Final verdict and recommendations​

CVE-2025-40289 is a classic example of a small defensive lapse in kernel driver code — exposing sysfs attributes that are not always backed by initialized kernel objects — with outsized operational consequences. The remedy is tiny, low-risk, and widely accepted: hide or guard VRAM sysfs attributes on GPUs that have no VRAM and verify manager initialization before any reads. Distributions and the upstream stable tree have already absorbed the change, so the practical actions for administrators are clear: inventory, patch, reboot, and apply short-term access controls where immediate patching is not possible. Because the vulnerability is local and availability-focused, prioritize remediation by exposure (multi-tenant hosts, CI runners, VDI, and embedded fleets) rather than raw CVSS alone. Preserve kernel logs when triaging, validate package changelogs for the upstream commits, and escalate to vendors for embedded/OEM kernels that lag upstream.
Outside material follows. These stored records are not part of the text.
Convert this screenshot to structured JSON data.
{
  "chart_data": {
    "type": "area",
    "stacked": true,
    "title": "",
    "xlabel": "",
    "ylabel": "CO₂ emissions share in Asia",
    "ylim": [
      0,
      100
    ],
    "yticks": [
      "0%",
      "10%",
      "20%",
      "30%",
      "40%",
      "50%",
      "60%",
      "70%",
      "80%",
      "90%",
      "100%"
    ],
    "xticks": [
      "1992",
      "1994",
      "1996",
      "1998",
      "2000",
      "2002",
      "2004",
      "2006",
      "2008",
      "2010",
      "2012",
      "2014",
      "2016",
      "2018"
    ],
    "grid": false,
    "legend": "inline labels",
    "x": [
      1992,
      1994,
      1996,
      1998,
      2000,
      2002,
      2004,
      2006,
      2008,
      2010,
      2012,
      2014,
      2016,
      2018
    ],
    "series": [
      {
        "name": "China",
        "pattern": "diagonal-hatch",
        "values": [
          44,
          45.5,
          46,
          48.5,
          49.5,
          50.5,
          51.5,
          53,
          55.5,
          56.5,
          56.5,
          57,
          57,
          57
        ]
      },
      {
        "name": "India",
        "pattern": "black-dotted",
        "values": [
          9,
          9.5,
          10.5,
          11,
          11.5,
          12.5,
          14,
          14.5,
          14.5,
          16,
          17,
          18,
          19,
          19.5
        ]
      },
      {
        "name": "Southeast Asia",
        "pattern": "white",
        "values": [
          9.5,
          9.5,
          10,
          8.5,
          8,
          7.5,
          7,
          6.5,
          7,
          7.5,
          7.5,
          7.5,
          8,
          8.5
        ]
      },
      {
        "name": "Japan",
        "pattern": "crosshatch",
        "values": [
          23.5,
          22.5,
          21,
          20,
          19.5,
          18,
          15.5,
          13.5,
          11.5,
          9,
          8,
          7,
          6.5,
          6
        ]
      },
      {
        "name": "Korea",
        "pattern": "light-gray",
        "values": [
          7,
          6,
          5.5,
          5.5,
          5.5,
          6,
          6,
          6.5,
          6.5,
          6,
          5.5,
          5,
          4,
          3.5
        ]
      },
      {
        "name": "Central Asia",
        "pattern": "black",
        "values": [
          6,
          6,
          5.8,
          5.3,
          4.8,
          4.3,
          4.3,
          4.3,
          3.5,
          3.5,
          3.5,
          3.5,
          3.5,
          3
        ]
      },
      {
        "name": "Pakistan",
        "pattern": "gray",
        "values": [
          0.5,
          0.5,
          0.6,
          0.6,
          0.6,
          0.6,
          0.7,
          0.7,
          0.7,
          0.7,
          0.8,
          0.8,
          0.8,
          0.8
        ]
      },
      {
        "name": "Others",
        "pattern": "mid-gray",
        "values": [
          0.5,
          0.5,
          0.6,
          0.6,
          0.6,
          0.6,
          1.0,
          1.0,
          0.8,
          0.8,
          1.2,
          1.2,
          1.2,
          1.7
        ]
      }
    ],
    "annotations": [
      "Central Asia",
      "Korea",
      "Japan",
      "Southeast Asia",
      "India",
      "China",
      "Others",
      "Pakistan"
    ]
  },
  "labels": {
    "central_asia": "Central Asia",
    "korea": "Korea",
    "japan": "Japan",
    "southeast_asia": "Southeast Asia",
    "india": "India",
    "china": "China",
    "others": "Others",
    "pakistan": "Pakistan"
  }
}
Operators who follow that sequence — inventory, vendor patching, reboot, verify — remove the risk. Those who defer or fail to inventory exposed images risk avoidable downtime or targeted disruption.
Conclusion: apply the kernel updates that include the upstream stable commits that hide or guard VRAM sysfs attributes on GPUs without VRAM, restrict sysfs/device exposure in the meantime, and treat inventory/embedded vendor kernels as the highest long‑tail risk. Preserving kernel oops traces and confirming package changelogs are the essential verification steps to close the case.